I thought this might well be true when, somewhere north of the Fulham Road, Sylvia and I descended a staircase lined with green electric bulbs that fizzed and flickered or emitted no light at all. Roy, adopting his riot-squ
ad manner, had taken Penny ahead and told me to follow in one minute – not less. During that minute, Sylvia had suggested that I loosen up and quit worrying, and I had promised to try.
At the foot of the stairs, we went through glass doors into a cubicle where there was nothing obvious to do except hand over money and be given tickets and change, which Roy was doing, or stand about, which Penny and a small dark man were doing.
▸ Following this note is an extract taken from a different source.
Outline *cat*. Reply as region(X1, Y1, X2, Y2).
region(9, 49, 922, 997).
This man came up and kissed Sylvia warmly.
‘Hallo,’ he said, leaving a perceptible gap where her name might have fitted. ‘Good evening, sir. It’s nice to have you with us tonight.’
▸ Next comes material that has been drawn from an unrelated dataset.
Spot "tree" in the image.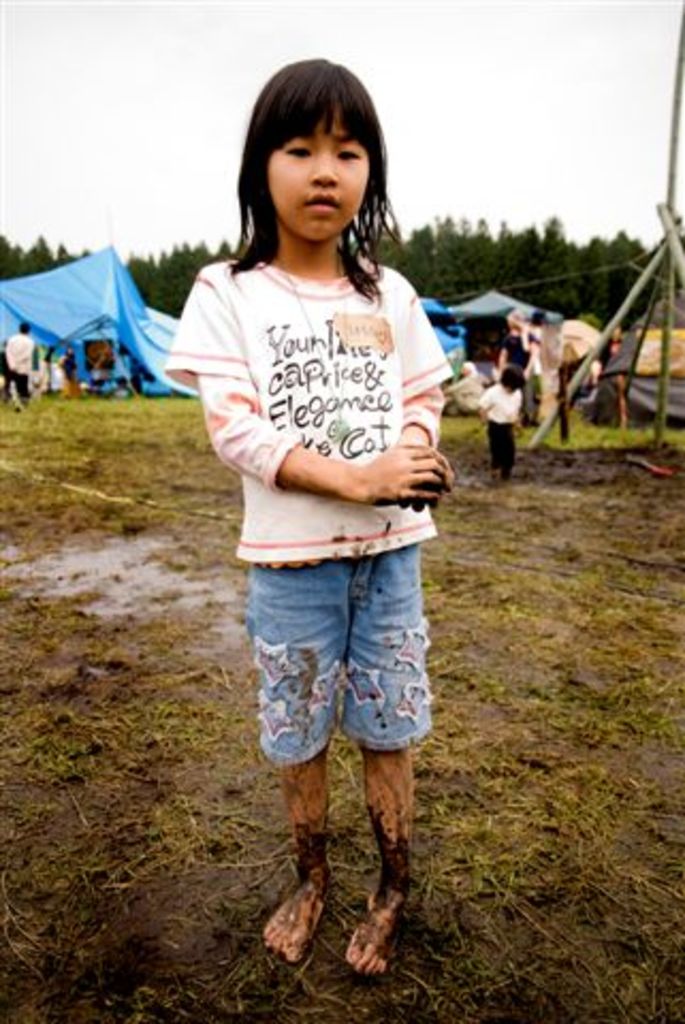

I was at a loss for an answer, but Roy made marshalling gestures and took us through further glass doors into another cubicle. Here there was a wider choice of activities: going out to one of the lavatories, or passing outdoor clothing over a counter, or standing about. Across much of the far wall there stretched an immense wardrobe with mirror doors and with, by the sound of it, a great many people crammed inside. One of two or three additional small dark men who had taken the standing-about option accepted Roy’s tickets and opened the wardrobe. As I heard immediately and saw by degrees, it was not a wardrobe, but a large room or complex of rooms with a quantity of conversation therein that, spread out equally, would have been about right for a fair-sized town on a mid-week evening. Roy led the way into it all. My impressions included a semicircular bar off to one side, somebody’s navel with a lot of bare skin surrounding it, a stage at the far end with velvet-clad persons moving about on it, two long-haired albinos holding hands on a black-leather sofa, a great many feet I mostly avoided treading on and tripping up over, dark-blue electric bulbs in better repair than the illumination on the staircase and diversified with flashing red and white lights, a dirty middle-aged man in a sort of tracksuit playing a fruit-machine, and what turned out to be a restaurant slightly shielded by glass screens. On arrival here, I felt the apparently bottomless plunge in my well-being start to decelerate, a moment before a fresh dose of wordless yelling, of such impact as to suggest to me momentarily that anything of the kind was altogether new in my experience, broke out from the direction of the stage. Various mechanical noises, chiefly metallic, were being made too. I was sorry for having too hastily rejected those musical works which consist of a stated period of silence under concert conditions. First Bruckner, I thought. Now John Cage. Who next? Nielsen? Busoni? Buxtehude? Yes, listening hard to the works of any or each would almost certainly prove less onerous than having a tooth drilled down to the gum without anaesthetic.